Here’s the key takeaway from their findings, which ranks volatility in two windows of time, with 1 being most volatile and zero the least:

This, for me, is the most concerning aspect of it all because it means you are trying to hit a moving target.
For SEOs tracking pure citations, you might show up one day and not a few weeks later.
4. Pew Research – Google users are less likely to click on links when an AI summary appears in the results
Takeaway: Users clicked on links in AI summaries just 1% of the time.
If you are relying on links in AI citations to drive direct traffic to your site, you’re going to be sorely disappointed.

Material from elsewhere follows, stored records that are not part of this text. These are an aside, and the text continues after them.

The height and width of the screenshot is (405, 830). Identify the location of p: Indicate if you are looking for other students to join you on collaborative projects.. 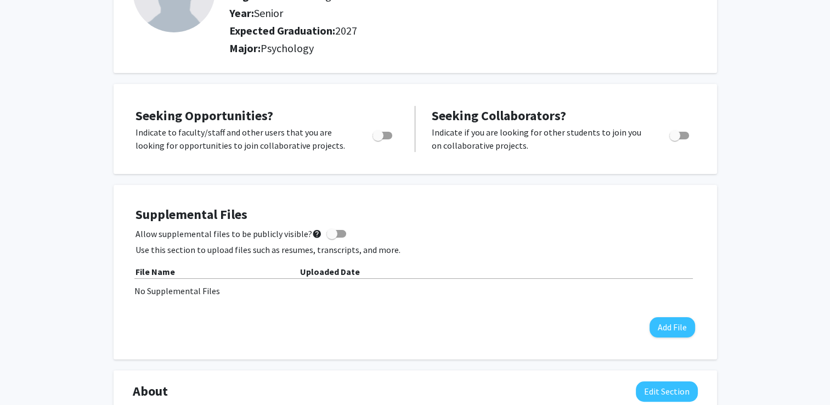
(540, 139).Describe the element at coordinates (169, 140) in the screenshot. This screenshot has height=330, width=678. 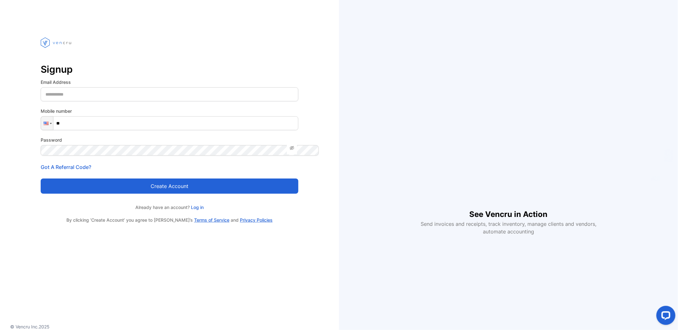
I see `label: Password` at that location.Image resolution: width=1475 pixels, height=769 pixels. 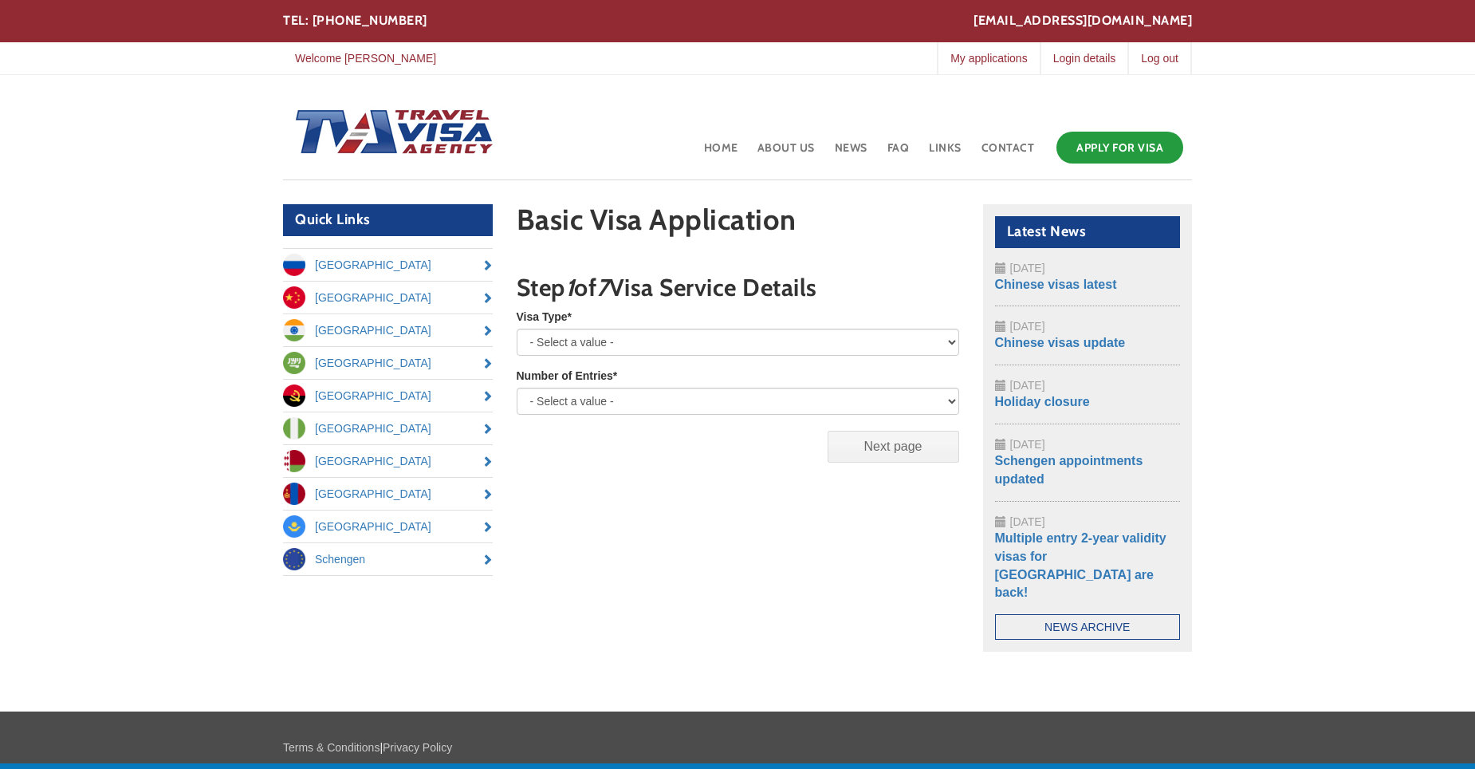 I want to click on a: Terms & Conditions, so click(x=331, y=747).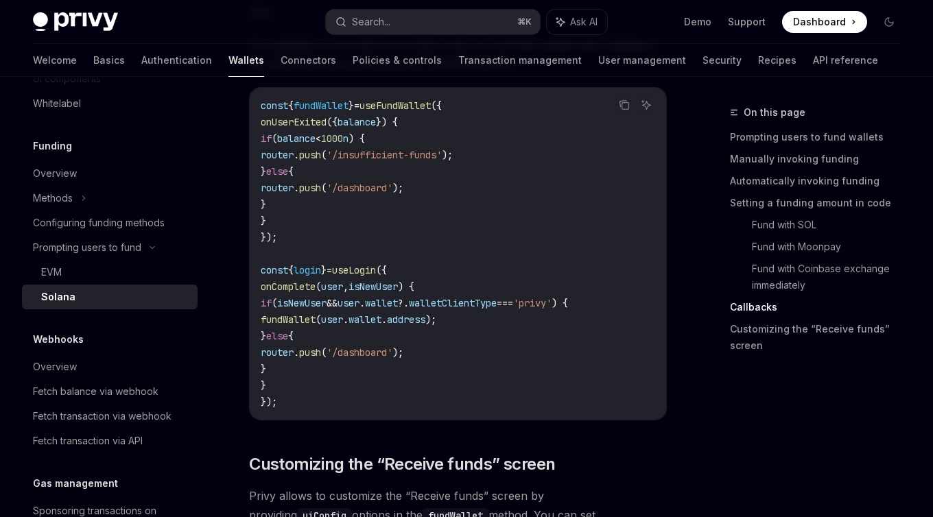  What do you see at coordinates (831, 277) in the screenshot?
I see `a: Fund with Coinbase exchange immediately` at bounding box center [831, 277].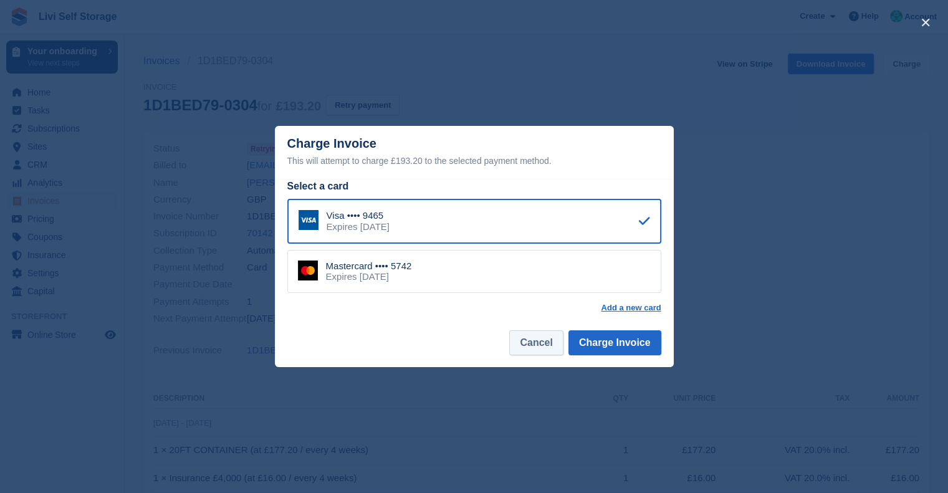  I want to click on div: Mastercard •••• 5742, so click(369, 266).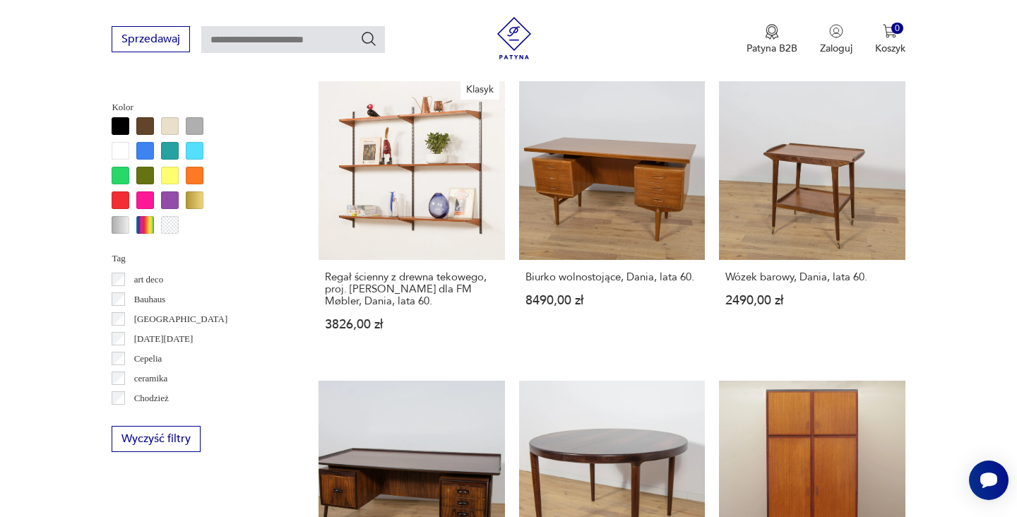 The height and width of the screenshot is (517, 1017). What do you see at coordinates (812, 277) in the screenshot?
I see `h3: Wózek barowy, Dania, lata 60.` at bounding box center [812, 277]. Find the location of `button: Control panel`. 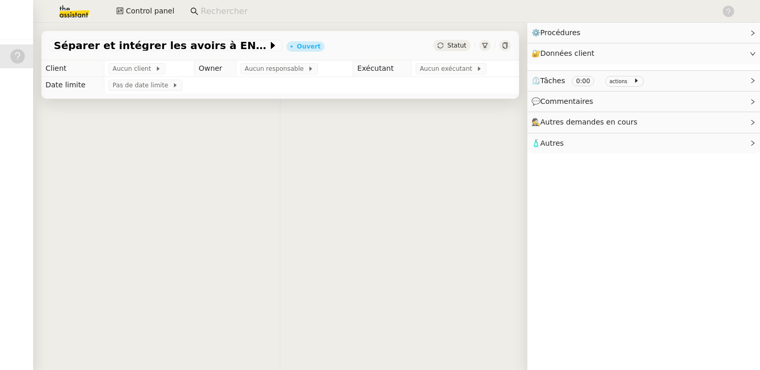

button: Control panel is located at coordinates (145, 11).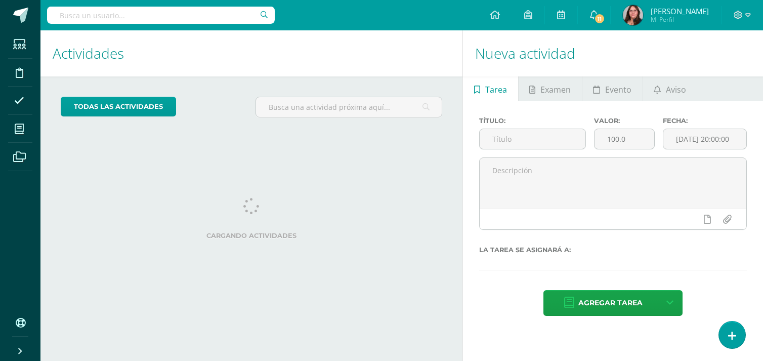 The image size is (763, 361). Describe the element at coordinates (349, 107) in the screenshot. I see `input: Busca una actividad próxima aquí...` at that location.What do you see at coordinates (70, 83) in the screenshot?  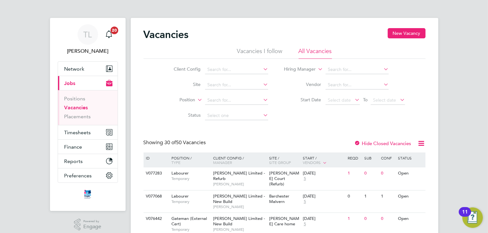 I see `span: Jobs` at bounding box center [70, 83].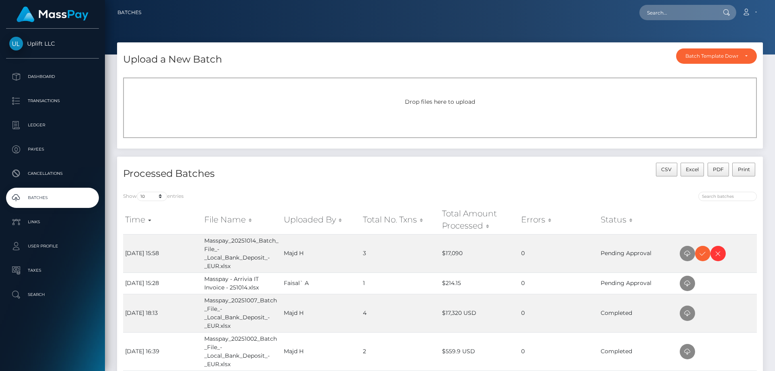  I want to click on p: Batches, so click(52, 198).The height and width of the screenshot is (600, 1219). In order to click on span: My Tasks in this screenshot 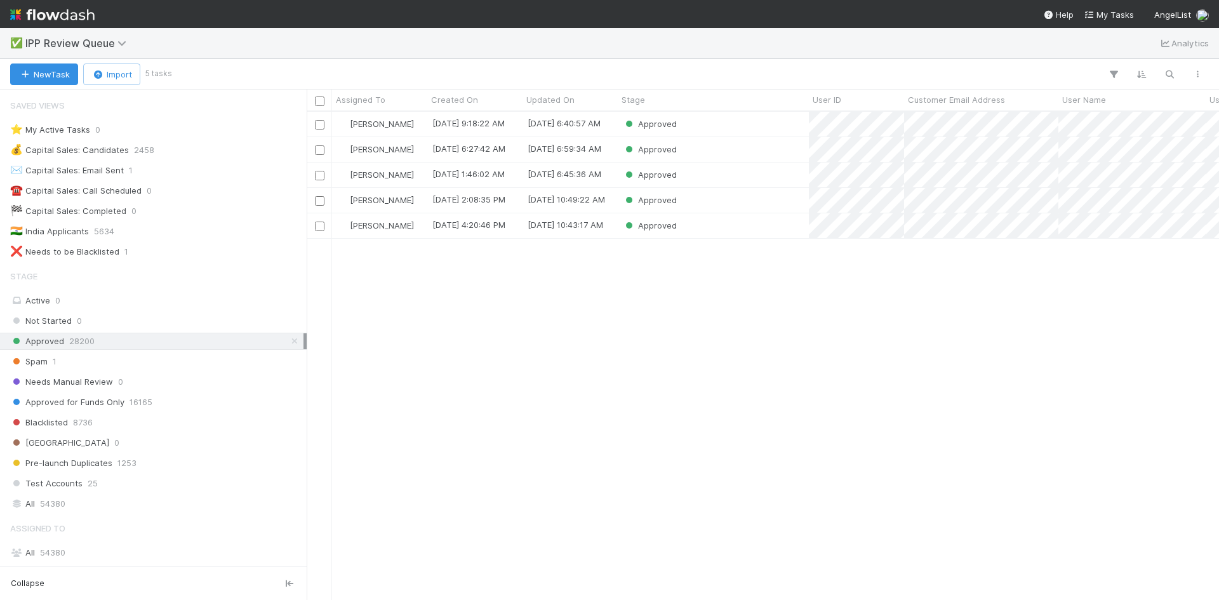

We are in the era of zero-click search, meaning many visitors perform a Google search, get their answer, and leave without clicking on a result.
An eye-opening study from Pew Research showed that those who encountered an AI-generated summary clicked on links just 1% of the time.

Google has all but confirmed this in their recent statement, saying that AI Overviews is actually driving more quality links, but fewer overall.
So, even if you show up in citations, it’s not guaranteed that you’re getting clicks.
Digital PR and Brand
There are definitely some parallels that still aren’t as clear, as evidenced with these studies.
However, digital PR earns unlinked brand mentions alongside links.
So, in the AI context, where unlinked mentions can be just as influential as links, brand presence can keep you visible even when link signals play a smaller role.
So…Is Link Building Dead?
No, but link building is different in 2025.
The data is clear: links still correlate with rankings, and rankings still influence AI.
However, the tactics that worked in 2015 won’t cut it anymore.
Digital PR is now becoming the primary link building method for brands, as evidenced by uSERP, Editorial.Link’s State of Link Building, and FatJoe’s Future of Link Building.
The evolution of link building, which can impact both search and AI-driven environments, seems like a solid play for now.